Work request →
Repeat the records exactly, with one exception: no images.

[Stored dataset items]
______________________________

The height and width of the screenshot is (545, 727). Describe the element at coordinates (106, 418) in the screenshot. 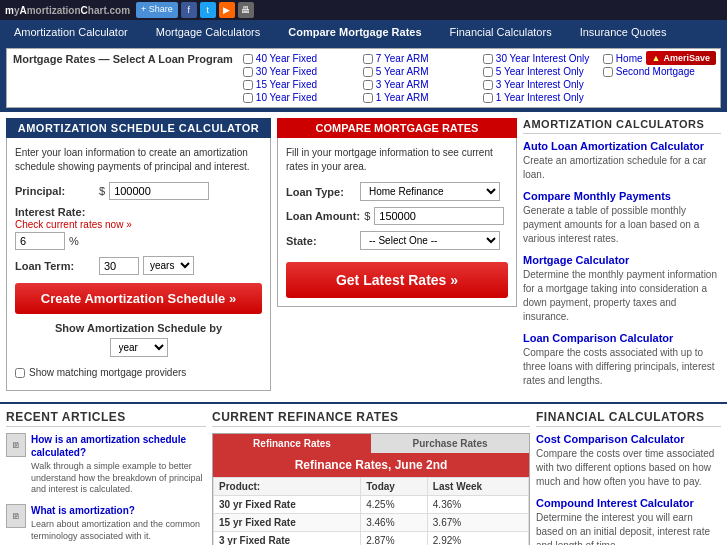

I see `recent-articles-title: Recent Articles` at that location.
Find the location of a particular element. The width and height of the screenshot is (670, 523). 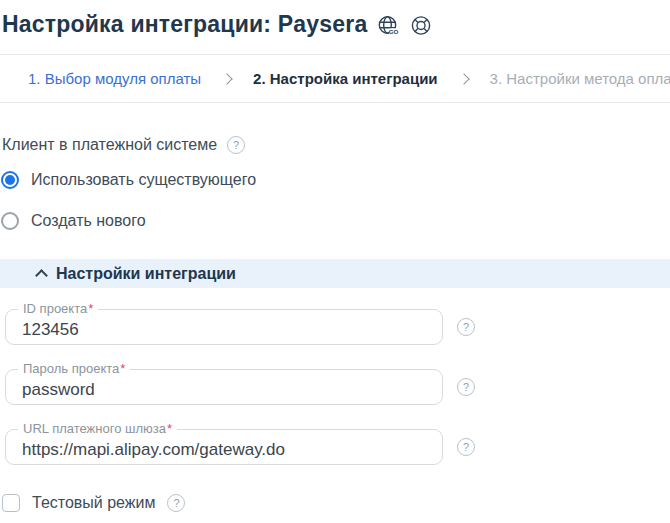

radio-create-new-label: Создать нового is located at coordinates (88, 221).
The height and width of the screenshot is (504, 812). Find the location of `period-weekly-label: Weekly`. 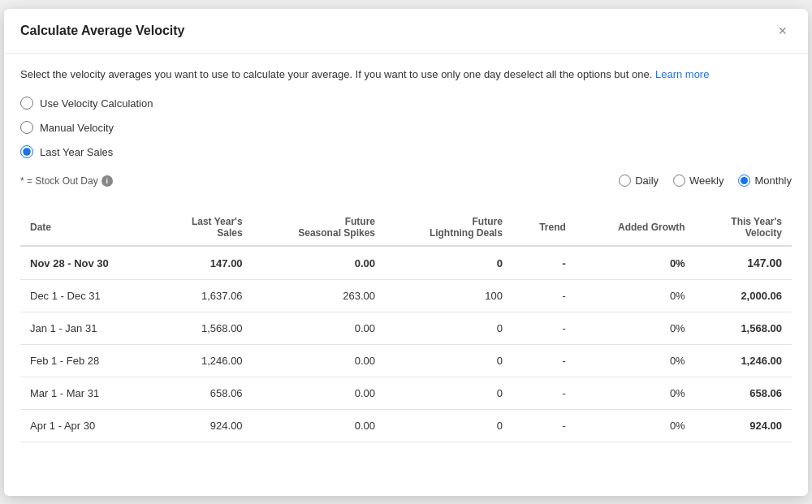

period-weekly-label: Weekly is located at coordinates (706, 180).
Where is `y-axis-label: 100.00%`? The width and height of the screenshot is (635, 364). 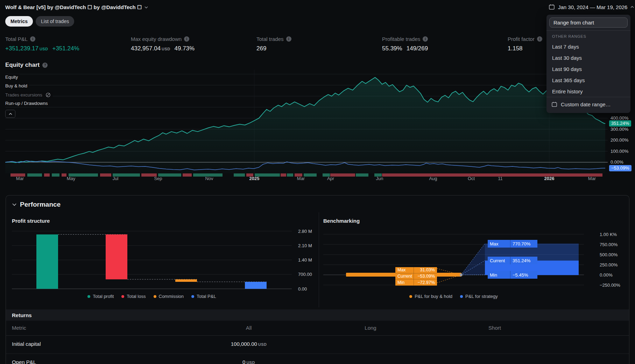
y-axis-label: 100.00% is located at coordinates (619, 151).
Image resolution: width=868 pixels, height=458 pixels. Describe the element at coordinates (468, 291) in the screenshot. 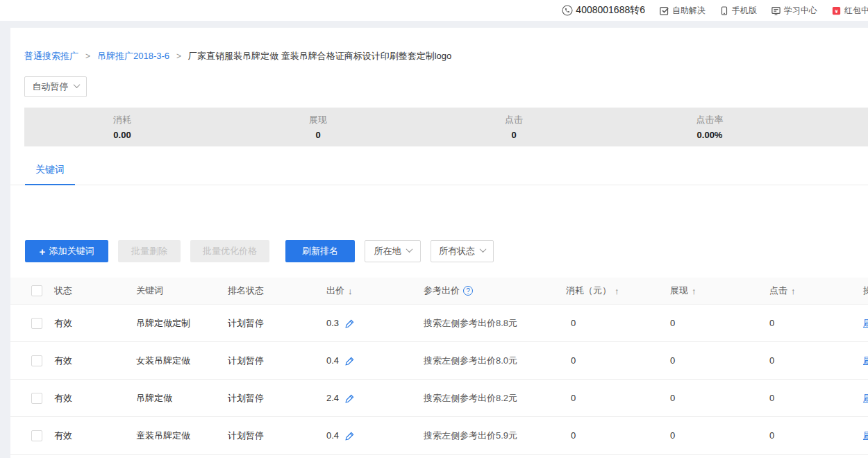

______________________________

Response to this exercise →
The height and width of the screenshot is (545, 727). Describe the element at coordinates (106, 418) in the screenshot. 

I see `recent-articles-title: Recent Articles` at that location.
Find the location of a particular element. The width and height of the screenshot is (670, 523). 

radio-create-new-label: Создать нового is located at coordinates (88, 221).
The height and width of the screenshot is (504, 812). Find the location of `period-weekly-label: Weekly`. 

period-weekly-label: Weekly is located at coordinates (706, 180).
Where is `y-axis-label: 100.00%`? The width and height of the screenshot is (635, 364). 
y-axis-label: 100.00% is located at coordinates (619, 151).
Image resolution: width=868 pixels, height=458 pixels. Describe the element at coordinates (468, 291) in the screenshot. 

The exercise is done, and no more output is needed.